A lesson I learned as a writing tutor early in my graduate career still guides the facilitative soul of my instructive philosophy: Reflective writing is improved writing.
No matter the skill level, writers improve when they truly reflect on their writing choices. As an instructor of first-year composition, I see it as my job to replace anxiety with confidence in the act of reflection, and to promote reflective writing to all skill ranges. From a reflection-empowered writing process, there grows another trademark of successful writing: revision. A reflective writer is prepared for robust revision, having learned the difference between editing, change for change’s sake, and true revision. Simultaneously, the reflective writer is recursive, knowing when it’s time to make static writing kinetic once more. As a composition instructor, I place high value on substantive, reasoned revision. I show the potential of examined writing choices by asking questions and suggesting new approaches on every paper – even for “good” writers who fully satisfy an assignment’s requirements. I empower my students to act as tutors for their classmates’ papers, with guided questions that keep the focus on the writing choices made, not just the products visible on the page. I incentivize revision workshops, require writing reflections, and separate grade components for early complete drafts of final papers.
This reflective pedagogy scales to advanced study as well. I require reflective writing on in-center observations and tutoring activities, ask students to develop and maintain tutoring philosophies that are informed by scholarship and experience; and the final research paper asks tutors to reflect upon and propose changes to existing writing center practice.
I do not confuse this value I place in reflection as a panacea for all writing challenges. Reflection is a critically important frame of mind that leads to revision, which in turn leads to the potential for improvement. Kenneth Bruffee tells us that “what we experience as reflective thought is related causally to social conversation (we learn from each other).” This social learning is the bedrock that supports my philosophy of reflective learning beyond just teaching. When I lead a workshop with my colleagues, when I present at a conference, when I submit to a publication of my peers, when I hold training sessions for tutors, and even when I hold office hours, I am inviting others to reflect on their choices in pedagogy or in practice. As Bruffee suggests, even when I work individually to revise my own course assignments, or modify practice as a writing center administrator, I am not doing so in a vacuum; I am reflecting on guiding lessons learned from mentors, colleagues, and students.
Reflection is not the end result that makes for better writing – it is the means by which we arrive at better writing, and better teaching. As it has been ever since my first days as a tutor, and now as a value I impart in my professional life, reflection remains my philosophy as a writer, as a tutor, as a teacher, and as an administrator.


## What you need to do
With the pictures left out, repeat every entry that follows exactly.

## Extracted material

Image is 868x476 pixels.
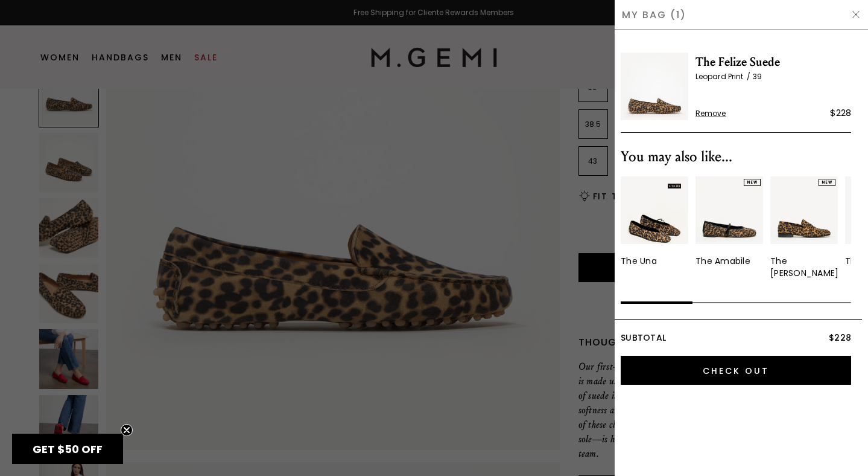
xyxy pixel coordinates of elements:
input: Check Out [621,355,852,384]
span: GET $50 OFF [32,441,103,456]
img: Hide Drawer [852,10,861,19]
span: Remove [696,109,727,118]
span: Subtotal [621,331,667,344]
span: 39 [753,71,762,82]
span: Leopard Print [696,71,753,82]
img: The Felize Suede [621,52,688,121]
div: You may also like... [621,148,852,166]
a: The One tagThe Una [621,176,688,267]
img: The One tag [668,184,681,188]
button: Close teaser [121,424,133,436]
div: 3 / 10 [771,176,838,279]
div: The [PERSON_NAME] [771,255,839,279]
div: 2 / 10 [696,176,764,279]
div: NEW [819,179,836,186]
a: NEWThe Amabile [696,176,764,267]
img: 7306993893435_02_Hover_New_TheUna_LeopardPrint_Suede_290x387_crop_center.jpg [621,176,688,244]
div: The Una [621,255,658,267]
span: $228 [829,331,852,344]
span: The Felize Suede [696,52,852,72]
div: GET $50 OFFClose teaser [12,434,123,463]
a: NEWThe [PERSON_NAME] [771,176,838,279]
div: The Amabile [696,255,751,267]
img: 7385131810875_01_Main_New_TheSaccaDonna_Leopard_PrintedSuede_290x387_crop_center.jpg [771,176,838,244]
img: 7387723923515_01_Main_New_TheAmabile_Leopard_SuedePrintedLeather_290x387_crop_center.jpg [696,176,764,244]
div: NEW [744,179,761,186]
div: $228 [830,105,852,121]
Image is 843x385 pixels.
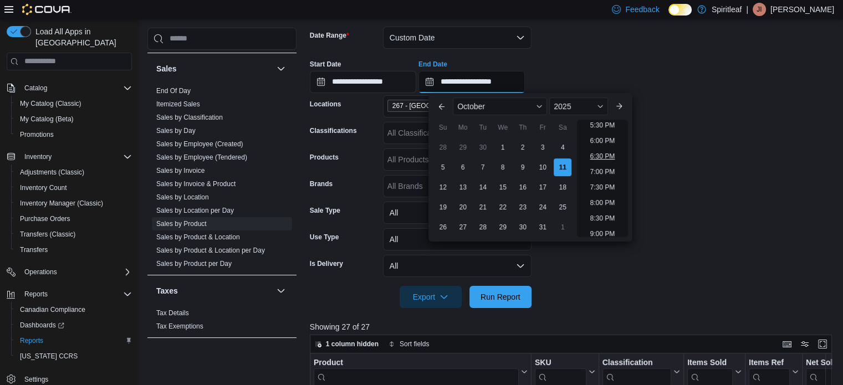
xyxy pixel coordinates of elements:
span: 1 column hidden [326,340,378,349]
div: day-1 [494,139,511,156]
button: Adjustments (Classic) [11,165,136,180]
button: 1 column hidden [310,337,383,351]
p: | [746,3,748,16]
a: Inventory Manager (Classic) [16,197,108,210]
div: day-12 [434,178,452,196]
button: My Catalog (Beta) [11,111,136,127]
a: Sales by Product & Location per Day [156,247,265,254]
span: Transfers (Classic) [16,228,132,241]
span: Catalog [24,84,47,93]
span: Dashboards [20,321,64,330]
span: Catalog [20,81,132,95]
a: Sales by Invoice [156,167,204,175]
span: 267 - [GEOGRAPHIC_DATA] [392,100,478,111]
span: Adjustments (Classic) [20,168,84,177]
span: Canadian Compliance [16,303,132,316]
div: Tu [474,119,492,136]
span: Adjustments (Classic) [16,166,132,179]
div: Sales [147,84,296,275]
a: Purchase Orders [16,212,75,226]
span: Sales by Invoice [156,166,204,175]
div: day-30 [474,139,492,156]
li: 8:00 PM [586,196,620,209]
span: Feedback [625,4,659,15]
button: Operations [2,264,136,280]
div: day-19 [434,198,452,216]
a: Sales by Location [156,193,209,201]
div: Product [314,357,519,368]
label: Locations [310,100,341,109]
span: Sort fields [400,340,429,349]
span: Promotions [20,130,54,139]
span: End Of Day [156,86,191,95]
a: Sales by Employee (Tendered) [156,153,247,161]
button: Inventory Manager (Classic) [11,196,136,211]
div: day-8 [494,158,511,176]
div: day-28 [434,139,452,156]
button: My Catalog (Classic) [11,96,136,111]
label: Classifications [310,126,357,135]
button: Reports [11,333,136,349]
button: Keyboard shortcuts [780,337,794,351]
button: Inventory Count [11,180,136,196]
div: Button. Open the year selector. 2025 is currently selected. [549,98,607,115]
button: All [383,202,531,224]
div: Su [434,119,452,136]
a: Adjustments (Classic) [16,166,89,179]
button: Catalog [2,80,136,96]
span: Sales by Product & Location [156,233,240,242]
a: Sales by Employee (Created) [156,140,243,148]
div: day-26 [434,218,452,236]
a: Tax Exemptions [156,323,203,330]
button: Canadian Compliance [11,302,136,318]
span: Export [406,286,455,308]
span: Settings [24,375,48,384]
div: day-9 [514,158,531,176]
a: Dashboards [11,318,136,333]
div: Items Sold [687,357,733,368]
span: Sales by Employee (Created) [156,140,243,149]
div: day-28 [474,218,492,236]
input: Press the down key to enter a popover containing a calendar. Press the escape key to close the po... [418,71,525,93]
a: Sales by Invoice & Product [156,180,236,188]
div: day-30 [514,218,531,236]
div: day-31 [534,218,551,236]
span: Inventory [24,152,52,161]
a: Sales by Product per Day [156,260,232,268]
span: My Catalog (Beta) [20,115,74,124]
a: [US_STATE] CCRS [16,350,82,363]
div: Sa [554,119,571,136]
div: Button. Open the month selector. October is currently selected. [453,98,547,115]
label: Use Type [310,233,339,242]
label: Products [310,153,339,162]
p: [PERSON_NAME] [770,3,834,16]
li: 7:00 PM [586,165,620,178]
a: Canadian Compliance [16,303,90,316]
span: Transfers (Classic) [20,230,75,239]
span: Itemized Sales [156,100,200,109]
div: Jailee I [753,3,766,16]
li: 6:00 PM [586,134,620,147]
button: Next month [610,98,628,115]
button: Taxes [274,284,288,298]
div: day-25 [554,198,571,216]
a: Transfers [16,243,52,257]
div: day-17 [534,178,551,196]
span: Purchase Orders [20,214,70,223]
div: day-18 [554,178,571,196]
li: 6:30 PM [586,150,620,163]
div: Classification [602,357,671,368]
div: day-20 [454,198,472,216]
button: Sales [274,62,288,75]
h3: Sales [156,63,177,74]
span: Inventory Manager (Classic) [20,199,103,208]
span: Inventory [20,150,132,163]
span: Reports [16,334,132,347]
span: Transfers [16,243,132,257]
button: Sort fields [384,337,433,351]
span: Sales by Classification [156,113,223,122]
li: 5:30 PM [586,119,620,132]
span: Tax Exemptions [156,322,203,331]
a: My Catalog (Classic) [16,97,86,110]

## Exercise solution
Image is 868x476 pixels.
xyxy pixel coordinates of elements:
input: Check Out [621,355,852,384]
span: GET $50 OFF [32,441,103,456]
img: Hide Drawer [852,10,861,19]
span: Remove [696,109,727,118]
span: Subtotal [621,331,667,344]
span: 39 [753,71,762,82]
span: Leopard Print [696,71,753,82]
img: The Felize Suede [621,52,688,121]
div: You may also like... [621,148,852,166]
a: The One tagThe Una [621,176,688,267]
img: The One tag [668,184,681,188]
button: Close teaser [121,424,133,436]
div: 3 / 10 [771,176,838,279]
div: The [PERSON_NAME] [771,255,839,279]
div: 2 / 10 [696,176,764,279]
div: NEW [819,179,836,186]
a: NEWThe Amabile [696,176,764,267]
img: 7306993893435_02_Hover_New_TheUna_LeopardPrint_Suede_290x387_crop_center.jpg [621,176,688,244]
div: The Una [621,255,658,267]
span: $228 [829,331,852,344]
span: The Felize Suede [696,52,852,72]
div: GET $50 OFFClose teaser [12,434,123,463]
a: NEWThe [PERSON_NAME] [771,176,838,279]
div: The Amabile [696,255,751,267]
img: 7385131810875_01_Main_New_TheSaccaDonna_Leopard_PrintedSuede_290x387_crop_center.jpg [771,176,838,244]
img: 7387723923515_01_Main_New_TheAmabile_Leopard_SuedePrintedLeather_290x387_crop_center.jpg [696,176,764,244]
div: NEW [744,179,761,186]
div: $228 [830,105,852,121]
Image is 843x385 pixels.
xyxy pixel coordinates of elements:
span: 1 column hidden [326,340,378,349]
div: day-1 [494,139,511,156]
button: Adjustments (Classic) [11,165,136,180]
button: 1 column hidden [310,337,383,351]
p: | [746,3,748,16]
a: Inventory Manager (Classic) [16,197,108,210]
div: day-12 [434,178,452,196]
button: My Catalog (Beta) [11,111,136,127]
a: Sales by Product & Location per Day [156,247,265,254]
span: Transfers (Classic) [16,228,132,241]
span: Catalog [24,84,47,93]
span: Dashboards [20,321,64,330]
span: Catalog [20,81,132,95]
a: Sales by Invoice [156,167,204,175]
span: 267 - [GEOGRAPHIC_DATA] [392,100,478,111]
span: Adjustments (Classic) [20,168,84,177]
span: Canadian Compliance [16,303,132,316]
div: Tu [474,119,492,136]
span: Adjustments (Classic) [16,166,132,179]
div: Sales [147,84,296,275]
a: Purchase Orders [16,212,75,226]
span: Sales by Invoice [156,166,204,175]
div: day-30 [474,139,492,156]
li: 8:00 PM [586,196,620,209]
span: Feedback [625,4,659,15]
button: Operations [2,264,136,280]
div: day-19 [434,198,452,216]
a: Sales by Location [156,193,209,201]
div: Product [314,357,519,368]
label: Locations [310,100,341,109]
span: Sort fields [400,340,429,349]
span: Promotions [20,130,54,139]
span: End Of Day [156,86,191,95]
a: Sales by Employee (Tendered) [156,153,247,161]
button: Inventory Manager (Classic) [11,196,136,211]
div: day-8 [494,158,511,176]
div: day-28 [434,139,452,156]
button: My Catalog (Classic) [11,96,136,111]
label: Classifications [310,126,357,135]
button: Reports [11,333,136,349]
button: Keyboard shortcuts [780,337,794,351]
button: Inventory Count [11,180,136,196]
div: Button. Open the year selector. 2025 is currently selected. [549,98,607,115]
button: All [383,202,531,224]
div: Su [434,119,452,136]
a: Adjustments (Classic) [16,166,89,179]
button: Catalog [2,80,136,96]
span: Sales by Product & Location [156,233,240,242]
a: Sales by Employee (Created) [156,140,243,148]
div: day-26 [434,218,452,236]
a: Tax Exemptions [156,323,203,330]
button: Canadian Compliance [11,302,136,318]
span: Export [406,286,455,308]
span: Settings [24,375,48,384]
div: day-9 [514,158,531,176]
a: Dashboards [11,318,136,333]
div: Items Sold [687,357,733,368]
span: Sales by Employee (Created) [156,140,243,149]
div: day-28 [474,218,492,236]
input: Press the down key to enter a popover containing a calendar. Press the escape key to close the po... [418,71,525,93]
a: Sales by Invoice & Product [156,180,236,188]
div: day-30 [514,218,531,236]
div: day-31 [534,218,551,236]
span: Inventory [24,152,52,161]
a: Sales by Product per Day [156,260,232,268]
span: My Catalog (Beta) [20,115,74,124]
a: [US_STATE] CCRS [16,350,82,363]
div: Sa [554,119,571,136]
div: Button. Open the month selector. October is currently selected. [453,98,547,115]
label: Use Type [310,233,339,242]
label: Products [310,153,339,162]
p: [PERSON_NAME] [770,3,834,16]
li: 7:00 PM [586,165,620,178]
a: Canadian Compliance [16,303,90,316]
span: Transfers (Classic) [20,230,75,239]
span: Itemized Sales [156,100,200,109]
div: Jailee I [753,3,766,16]
li: 6:00 PM [586,134,620,147]
button: Next month [610,98,628,115]
button: Taxes [274,284,288,298]
div: day-25 [554,198,571,216]
a: Transfers [16,243,52,257]
div: day-17 [534,178,551,196]
span: Purchase Orders [20,214,70,223]
div: day-18 [554,178,571,196]
li: 6:30 PM [586,150,620,163]
div: Classification [602,357,671,368]
div: day-20 [454,198,472,216]
button: Sales [274,62,288,75]
h3: Sales [156,63,177,74]
span: Inventory Manager (Classic) [20,199,103,208]
span: Inventory [20,150,132,163]
span: Reports [16,334,132,347]
span: Transfers [16,243,132,257]
button: Sort fields [384,337,433,351]
span: Sales by Classification [156,113,223,122]
li: 5:30 PM [586,119,620,132]
span: Tax Exemptions [156,322,203,331]
a: My Catalog (Classic) [16,97,86,110]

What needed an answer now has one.